To the People

It's ego man. Ego. Seems most people have the NMH disease when it comes to social issues like tech companies have when it comes to stuff in their industry. They want to think they're right above all else, and especially over some impersonal free market.


I'm pretty sure that if more people took libertarians seriously, we wouldn't get to be a) bitter; and b) smug. And the smug/bitter combo is the best part, no?


-sam


WOW! that's a neat trick: writing a piece highly critical of the status quo, while simultaneously defending the status quo!


"Gen. Barry McCaffrey was drug czar from 1996 to 2001. He says, bluntly, that as far as he can tell, there is no federal drug policy at present."

What, locking up every user for absurd amounts of time for the smallest infraction doesn't count as a "policy"?


npr sucks. i stopped listening to them years ago. but this is a new low for them.


Rob--

I was similarly disappointed with this series, but in all fairness, NPR did present an opposing viewpoint as a coda to it. Unfortunately, it isn't included in the archives of the "war on drugs" special series, but it was broadcast immediately after the last segment of it on ATC.


B,

I was unaware of that. Noted.

However....One interview? After you spend 5 segments attacking the policy as a failure? Still seems lazy and unproductive.


Oh, I agree. Genuine skeptcism about the first principles of the drug war should have figured in throughout the series. But clearly, even NPR doesn't have the balls (and/or inclination) to go there, at least not much.

We have a long, long way to go in this fight.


Exercise: The whole listing should come back exactly as written, except for the pictures.

● ● ●

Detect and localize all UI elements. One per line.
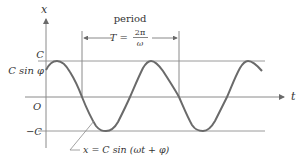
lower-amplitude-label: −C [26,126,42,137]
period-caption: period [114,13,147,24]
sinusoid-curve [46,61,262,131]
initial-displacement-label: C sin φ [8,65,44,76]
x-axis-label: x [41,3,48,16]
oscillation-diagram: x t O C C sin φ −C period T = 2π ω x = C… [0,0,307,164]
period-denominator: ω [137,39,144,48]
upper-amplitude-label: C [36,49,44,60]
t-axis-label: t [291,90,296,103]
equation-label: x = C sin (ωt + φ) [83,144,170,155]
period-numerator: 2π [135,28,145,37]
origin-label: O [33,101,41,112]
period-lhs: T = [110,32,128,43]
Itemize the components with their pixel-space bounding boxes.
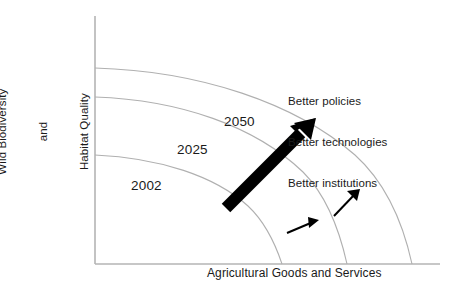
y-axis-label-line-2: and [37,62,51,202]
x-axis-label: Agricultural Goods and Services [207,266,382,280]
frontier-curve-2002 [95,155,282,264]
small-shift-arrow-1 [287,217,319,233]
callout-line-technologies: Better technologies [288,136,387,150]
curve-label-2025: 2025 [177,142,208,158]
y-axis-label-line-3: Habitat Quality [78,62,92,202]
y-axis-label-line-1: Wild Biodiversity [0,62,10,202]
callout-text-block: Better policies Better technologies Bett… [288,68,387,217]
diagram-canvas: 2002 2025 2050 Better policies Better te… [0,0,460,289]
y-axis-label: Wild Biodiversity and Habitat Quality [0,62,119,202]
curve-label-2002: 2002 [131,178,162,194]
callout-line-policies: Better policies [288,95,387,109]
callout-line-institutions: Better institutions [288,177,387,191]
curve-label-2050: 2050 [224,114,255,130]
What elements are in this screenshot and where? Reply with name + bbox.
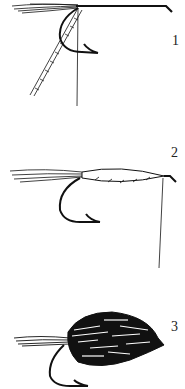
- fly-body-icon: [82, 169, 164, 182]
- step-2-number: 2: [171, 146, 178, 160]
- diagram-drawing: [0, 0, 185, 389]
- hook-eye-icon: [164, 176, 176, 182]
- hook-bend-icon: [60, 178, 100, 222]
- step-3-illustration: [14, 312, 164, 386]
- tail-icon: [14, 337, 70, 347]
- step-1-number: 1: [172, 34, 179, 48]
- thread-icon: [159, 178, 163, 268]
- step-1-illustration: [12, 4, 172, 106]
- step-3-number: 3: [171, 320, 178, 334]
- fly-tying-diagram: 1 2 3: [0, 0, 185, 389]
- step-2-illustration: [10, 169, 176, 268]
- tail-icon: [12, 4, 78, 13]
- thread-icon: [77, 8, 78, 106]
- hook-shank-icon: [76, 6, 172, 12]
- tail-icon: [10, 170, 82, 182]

● ● ●

Answer section:
Detect and localize all UI elements. One per line.
lower-amplitude-label: −C [26,126,42,137]
period-caption: period [114,13,147,24]
sinusoid-curve [46,61,262,131]
initial-displacement-label: C sin φ [8,65,44,76]
x-axis-label: x [41,3,48,16]
oscillation-diagram: x t O C C sin φ −C period T = 2π ω x = C… [0,0,307,164]
period-denominator: ω [137,39,144,48]
upper-amplitude-label: C [36,49,44,60]
t-axis-label: t [291,90,296,103]
equation-label: x = C sin (ωt + φ) [83,144,170,155]
period-numerator: 2π [135,28,145,37]
origin-label: O [33,101,41,112]
period-lhs: T = [110,32,128,43]
Itemize the components with their pixel-space bounding boxes.
y-axis-label-line-2: and [37,62,51,202]
x-axis-label: Agricultural Goods and Services [207,266,382,280]
frontier-curve-2002 [95,155,282,264]
small-shift-arrow-1 [287,217,319,233]
callout-line-technologies: Better technologies [288,136,387,150]
curve-label-2025: 2025 [177,142,208,158]
y-axis-label-line-3: Habitat Quality [78,62,92,202]
y-axis-label-line-1: Wild Biodiversity [0,62,10,202]
callout-text-block: Better policies Better technologies Bett… [288,68,387,217]
diagram-canvas: 2002 2025 2050 Better policies Better te… [0,0,460,289]
y-axis-label: Wild Biodiversity and Habitat Quality [0,62,119,202]
curve-label-2002: 2002 [131,178,162,194]
callout-line-policies: Better policies [288,95,387,109]
callout-line-institutions: Better institutions [288,177,387,191]
curve-label-2050: 2050 [224,114,255,130]
What elements are in this screenshot and where? Reply with name + bbox.
- fly-body-icon: [82, 169, 164, 182]
- step-2-number: 2: [171, 146, 178, 160]
- diagram-drawing: [0, 0, 185, 389]
- hook-eye-icon: [164, 176, 176, 182]
- hook-bend-icon: [60, 178, 100, 222]
- step-3-illustration: [14, 312, 164, 386]
- tail-icon: [14, 337, 70, 347]
- step-1-number: 1: [172, 34, 179, 48]
- thread-icon: [159, 178, 163, 268]
- step-1-illustration: [12, 4, 172, 106]
- step-3-number: 3: [171, 320, 178, 334]
- fly-tying-diagram: 1 2 3: [0, 0, 185, 389]
- step-2-illustration: [10, 169, 176, 268]
- tail-icon: [12, 4, 78, 13]
- thread-icon: [77, 8, 78, 106]
- hook-shank-icon: [76, 6, 172, 12]
- tail-icon: [10, 170, 82, 182]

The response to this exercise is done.